06/03/2026
What Happened to Elegance?
Jennifer Lopez recently wore this gown to a movie premiere, and much of the conversation online has focused on her age. We think that misses the point entirely.
This is not an age question.
At 25, 35, 56, or 76, the real question is the same: What happened to class, elegance, and the idea that less can sometimes be more?
Somewhere along the way, it feels as though attention became the goal instead of style. Shock value became more important than sophistication. The louder the statement, the more headlines it generates. The more revealing the outfit, the more clicks it receives.
Yet some of the most memorable fashion moments in history were not memorable because they revealed the most. They were memorable because they suggested rather than showed. They left something to the imagination. They balanced beauty with mystery, confidence with restraint.
There was a time when elegance meant carrying yourself in a way that made people notice you, not just your outfit.
Today, it often seems as though the definition of glamour has shifted from refinement to exposure. The result is a culture that increasingly confuses attention with admiration and visibility with value.
Of course, everyone has the right to wear whatever makes her feel confident. This is not about policing anyone’s choices. It is about asking a broader cultural question:
Have we lost our appreciation for decorum?
When did subtlety become boring?
When did sophistication become old-fashioned?
When did the ability to leave something unseen become less powerful than showing everything?
Perhaps true elegance has not disappeared. Perhaps it has simply become rarer, and therefore more noticeable when we see it.
Because in fashion, as in life, there is often tremendous power in restraint.
And sometimes, the most striking statement is the one that doesn’t need to shout.
There is no question she is gorgeous for ANY age but what do you think? Has society traded elegance for attention, or is this simply fashion evolving with the times?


### EXERCISE REQUIREMENTS
In the records that follow, locate every line with "transducer" and extract it.

### EXCERPTED RECORDS
┌──
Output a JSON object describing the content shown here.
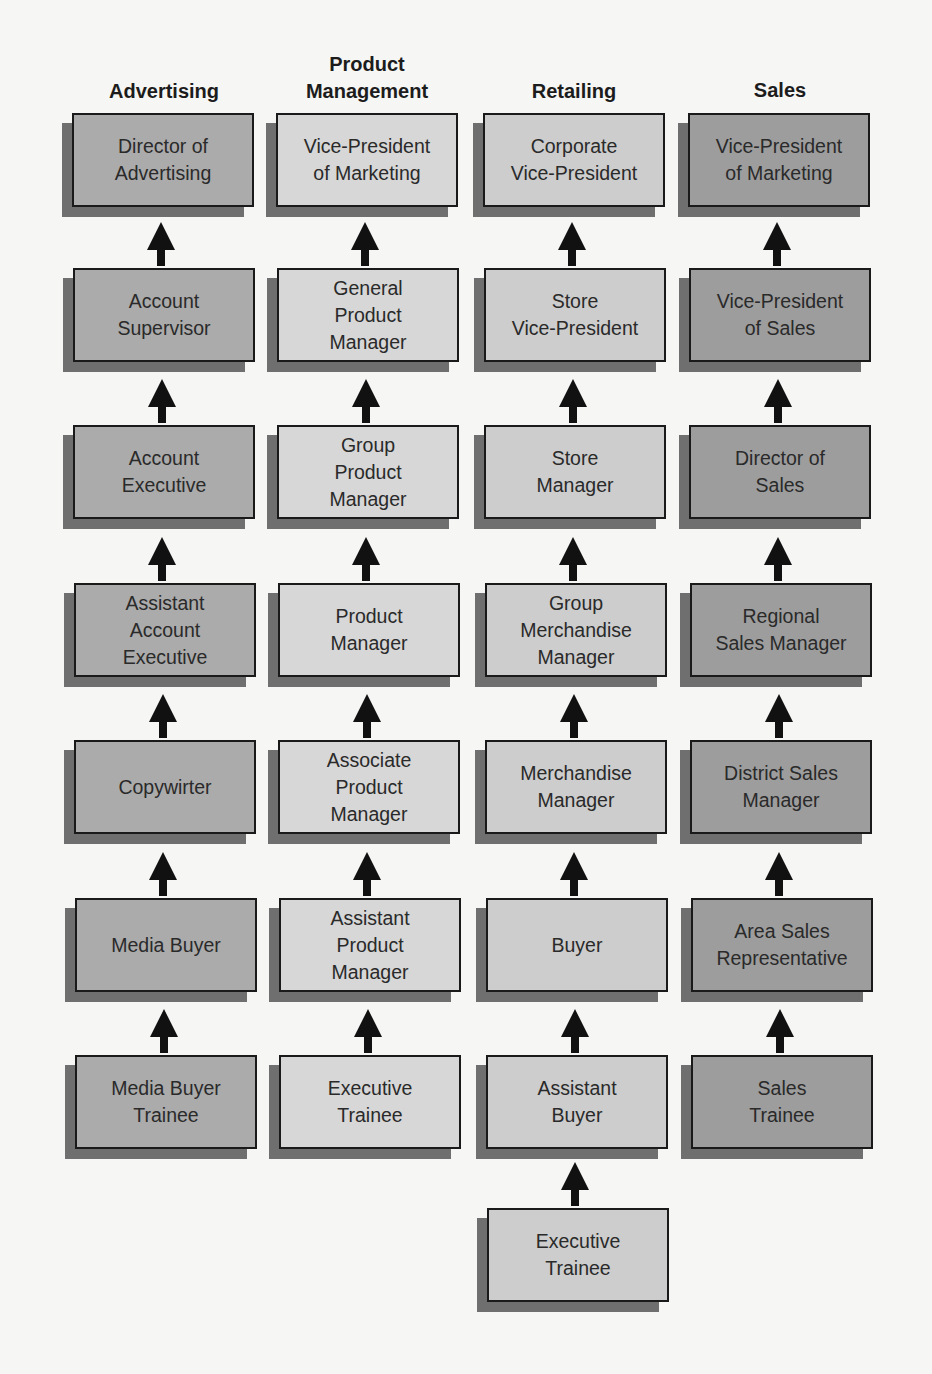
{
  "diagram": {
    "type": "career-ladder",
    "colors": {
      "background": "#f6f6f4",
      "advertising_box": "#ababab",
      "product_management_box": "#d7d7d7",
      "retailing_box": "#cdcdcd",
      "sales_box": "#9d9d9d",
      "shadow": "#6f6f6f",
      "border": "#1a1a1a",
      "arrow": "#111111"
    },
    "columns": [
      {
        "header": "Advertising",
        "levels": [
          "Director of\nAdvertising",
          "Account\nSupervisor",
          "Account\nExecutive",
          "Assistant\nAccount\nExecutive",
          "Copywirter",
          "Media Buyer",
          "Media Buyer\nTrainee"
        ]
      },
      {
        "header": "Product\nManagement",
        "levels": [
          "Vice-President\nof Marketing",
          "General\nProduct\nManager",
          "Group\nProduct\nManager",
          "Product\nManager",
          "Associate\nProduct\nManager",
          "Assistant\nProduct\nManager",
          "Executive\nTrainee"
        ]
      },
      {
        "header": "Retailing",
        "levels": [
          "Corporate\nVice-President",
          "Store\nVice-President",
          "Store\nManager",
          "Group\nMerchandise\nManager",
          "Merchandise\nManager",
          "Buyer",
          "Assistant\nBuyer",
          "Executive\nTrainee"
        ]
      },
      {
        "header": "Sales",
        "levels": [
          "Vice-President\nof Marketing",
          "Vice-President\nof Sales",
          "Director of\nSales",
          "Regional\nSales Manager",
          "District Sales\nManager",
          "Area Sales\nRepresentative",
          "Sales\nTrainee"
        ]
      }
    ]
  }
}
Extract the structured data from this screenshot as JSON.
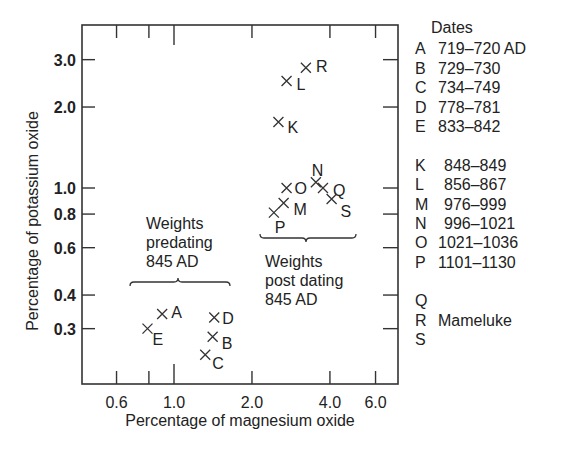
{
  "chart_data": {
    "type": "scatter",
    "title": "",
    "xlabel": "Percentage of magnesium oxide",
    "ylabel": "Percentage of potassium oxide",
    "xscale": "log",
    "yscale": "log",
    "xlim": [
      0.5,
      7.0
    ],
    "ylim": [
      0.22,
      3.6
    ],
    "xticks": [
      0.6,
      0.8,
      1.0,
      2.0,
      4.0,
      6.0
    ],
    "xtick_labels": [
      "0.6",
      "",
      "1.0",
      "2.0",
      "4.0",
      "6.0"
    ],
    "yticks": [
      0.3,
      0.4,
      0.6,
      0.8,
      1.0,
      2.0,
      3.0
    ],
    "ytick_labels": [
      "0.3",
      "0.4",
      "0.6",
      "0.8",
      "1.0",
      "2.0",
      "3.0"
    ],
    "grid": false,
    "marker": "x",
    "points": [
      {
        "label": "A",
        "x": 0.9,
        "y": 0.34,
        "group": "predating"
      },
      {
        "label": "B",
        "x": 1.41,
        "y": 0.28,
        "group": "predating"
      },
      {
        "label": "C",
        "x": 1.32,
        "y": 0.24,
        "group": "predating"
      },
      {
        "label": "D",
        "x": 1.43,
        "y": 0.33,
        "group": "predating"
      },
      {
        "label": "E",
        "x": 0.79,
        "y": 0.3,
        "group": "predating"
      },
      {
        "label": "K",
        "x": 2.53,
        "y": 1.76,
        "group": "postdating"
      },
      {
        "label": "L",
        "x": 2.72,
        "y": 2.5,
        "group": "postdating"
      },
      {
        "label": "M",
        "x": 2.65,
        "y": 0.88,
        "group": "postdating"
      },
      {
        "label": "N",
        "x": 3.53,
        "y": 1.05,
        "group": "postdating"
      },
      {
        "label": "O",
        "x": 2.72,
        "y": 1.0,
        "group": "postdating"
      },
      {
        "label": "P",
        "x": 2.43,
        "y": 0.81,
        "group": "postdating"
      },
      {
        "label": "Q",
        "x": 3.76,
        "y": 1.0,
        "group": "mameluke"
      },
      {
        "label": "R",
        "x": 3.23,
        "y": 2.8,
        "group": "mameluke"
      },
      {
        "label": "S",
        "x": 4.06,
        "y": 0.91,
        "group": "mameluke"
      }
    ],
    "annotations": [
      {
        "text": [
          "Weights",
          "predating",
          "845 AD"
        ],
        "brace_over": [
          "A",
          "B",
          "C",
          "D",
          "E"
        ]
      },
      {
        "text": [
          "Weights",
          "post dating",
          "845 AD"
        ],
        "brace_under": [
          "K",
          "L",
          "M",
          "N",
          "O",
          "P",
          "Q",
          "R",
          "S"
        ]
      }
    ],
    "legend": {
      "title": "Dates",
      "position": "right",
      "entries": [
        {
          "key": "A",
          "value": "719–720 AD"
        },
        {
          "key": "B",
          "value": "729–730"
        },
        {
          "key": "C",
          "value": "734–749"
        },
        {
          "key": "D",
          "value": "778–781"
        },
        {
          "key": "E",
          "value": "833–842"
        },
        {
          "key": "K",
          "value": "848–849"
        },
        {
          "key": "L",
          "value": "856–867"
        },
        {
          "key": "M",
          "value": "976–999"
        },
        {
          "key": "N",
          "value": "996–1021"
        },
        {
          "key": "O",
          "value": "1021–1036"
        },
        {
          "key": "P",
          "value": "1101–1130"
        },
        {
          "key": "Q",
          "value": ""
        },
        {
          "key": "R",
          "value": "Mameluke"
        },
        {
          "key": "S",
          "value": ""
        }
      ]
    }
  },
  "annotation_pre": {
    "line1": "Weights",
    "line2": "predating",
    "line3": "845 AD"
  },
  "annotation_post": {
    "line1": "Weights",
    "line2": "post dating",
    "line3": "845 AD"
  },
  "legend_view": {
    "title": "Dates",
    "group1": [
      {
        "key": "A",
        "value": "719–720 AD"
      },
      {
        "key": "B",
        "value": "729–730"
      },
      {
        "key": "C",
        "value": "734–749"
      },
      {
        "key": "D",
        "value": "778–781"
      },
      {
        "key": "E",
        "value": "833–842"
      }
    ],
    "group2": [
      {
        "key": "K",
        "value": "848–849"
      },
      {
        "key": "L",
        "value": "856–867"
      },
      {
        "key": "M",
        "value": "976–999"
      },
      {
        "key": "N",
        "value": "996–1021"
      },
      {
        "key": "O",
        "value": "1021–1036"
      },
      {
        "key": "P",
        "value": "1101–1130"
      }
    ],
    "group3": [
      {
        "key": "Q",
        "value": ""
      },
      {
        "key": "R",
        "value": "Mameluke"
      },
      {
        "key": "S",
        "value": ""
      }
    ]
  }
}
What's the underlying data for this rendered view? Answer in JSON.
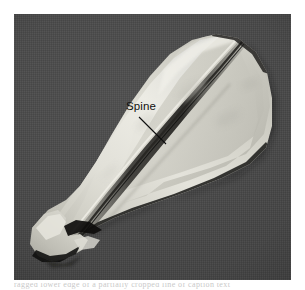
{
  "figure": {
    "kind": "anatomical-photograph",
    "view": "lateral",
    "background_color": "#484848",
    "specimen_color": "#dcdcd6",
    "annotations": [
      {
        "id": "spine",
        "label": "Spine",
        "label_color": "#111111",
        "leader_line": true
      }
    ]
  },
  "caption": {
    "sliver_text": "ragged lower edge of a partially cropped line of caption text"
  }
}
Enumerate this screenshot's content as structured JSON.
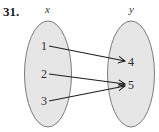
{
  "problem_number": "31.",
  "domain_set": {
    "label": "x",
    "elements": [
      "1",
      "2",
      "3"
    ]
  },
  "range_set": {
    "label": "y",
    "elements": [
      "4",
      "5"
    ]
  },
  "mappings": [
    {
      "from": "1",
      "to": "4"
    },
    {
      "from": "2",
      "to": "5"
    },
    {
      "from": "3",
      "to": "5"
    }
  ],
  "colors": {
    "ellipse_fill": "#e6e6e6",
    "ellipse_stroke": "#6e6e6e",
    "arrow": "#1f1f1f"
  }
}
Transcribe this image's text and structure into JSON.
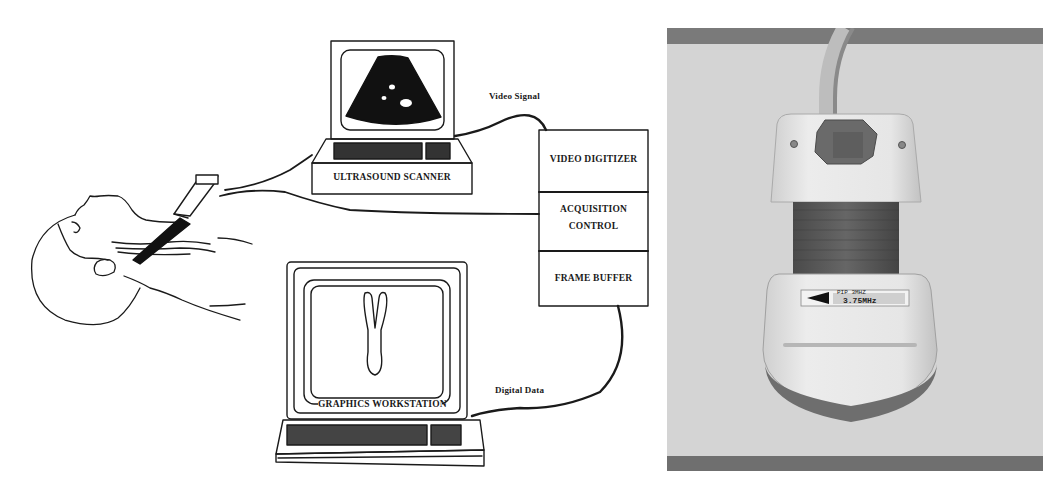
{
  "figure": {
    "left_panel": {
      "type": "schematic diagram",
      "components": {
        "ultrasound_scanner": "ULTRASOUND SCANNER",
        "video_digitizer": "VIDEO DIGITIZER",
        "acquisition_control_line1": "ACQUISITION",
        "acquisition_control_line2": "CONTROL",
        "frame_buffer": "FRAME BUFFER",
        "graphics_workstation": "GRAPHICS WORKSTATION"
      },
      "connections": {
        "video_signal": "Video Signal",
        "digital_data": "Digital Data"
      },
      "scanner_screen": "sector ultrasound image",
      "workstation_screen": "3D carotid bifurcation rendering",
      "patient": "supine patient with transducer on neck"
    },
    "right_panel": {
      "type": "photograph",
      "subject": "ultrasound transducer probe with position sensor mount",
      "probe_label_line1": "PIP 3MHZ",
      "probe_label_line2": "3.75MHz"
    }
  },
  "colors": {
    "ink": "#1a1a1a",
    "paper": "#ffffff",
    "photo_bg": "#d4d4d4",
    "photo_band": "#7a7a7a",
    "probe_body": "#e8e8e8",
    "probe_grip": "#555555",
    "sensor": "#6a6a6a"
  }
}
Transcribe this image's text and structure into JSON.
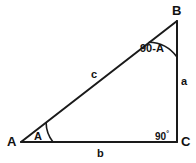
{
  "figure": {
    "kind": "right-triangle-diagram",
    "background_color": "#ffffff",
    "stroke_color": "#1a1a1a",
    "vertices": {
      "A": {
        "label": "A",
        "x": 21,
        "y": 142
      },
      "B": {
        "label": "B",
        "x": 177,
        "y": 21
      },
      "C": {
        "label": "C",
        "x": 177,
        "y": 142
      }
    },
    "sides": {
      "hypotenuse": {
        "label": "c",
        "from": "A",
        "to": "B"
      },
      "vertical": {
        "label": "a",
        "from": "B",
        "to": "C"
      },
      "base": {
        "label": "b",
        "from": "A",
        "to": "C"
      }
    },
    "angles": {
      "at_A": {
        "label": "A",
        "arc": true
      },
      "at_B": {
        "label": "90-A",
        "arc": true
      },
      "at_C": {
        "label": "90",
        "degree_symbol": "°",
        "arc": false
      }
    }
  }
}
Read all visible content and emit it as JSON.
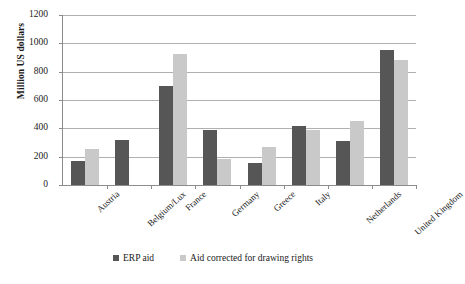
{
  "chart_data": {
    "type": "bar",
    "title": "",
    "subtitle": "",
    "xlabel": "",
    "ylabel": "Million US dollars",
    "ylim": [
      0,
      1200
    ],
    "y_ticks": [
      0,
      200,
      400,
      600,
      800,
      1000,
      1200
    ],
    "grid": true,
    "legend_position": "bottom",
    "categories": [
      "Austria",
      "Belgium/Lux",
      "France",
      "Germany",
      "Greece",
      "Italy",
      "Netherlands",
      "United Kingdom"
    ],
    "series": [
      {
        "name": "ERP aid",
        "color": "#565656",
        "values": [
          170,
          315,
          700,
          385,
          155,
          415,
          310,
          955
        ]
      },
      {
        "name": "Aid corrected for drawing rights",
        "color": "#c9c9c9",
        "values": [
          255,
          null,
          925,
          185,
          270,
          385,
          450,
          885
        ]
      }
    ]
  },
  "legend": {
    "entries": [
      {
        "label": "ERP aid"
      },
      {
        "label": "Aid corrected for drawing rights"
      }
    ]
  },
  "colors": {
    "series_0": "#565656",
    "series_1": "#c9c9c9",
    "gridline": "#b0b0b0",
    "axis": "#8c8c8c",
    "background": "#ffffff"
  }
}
└──
### FINISHED EXERCISE
      "patient": "supine patient with transducer on neck"
      "subject": "ultrasound transducer probe with position sensor mount",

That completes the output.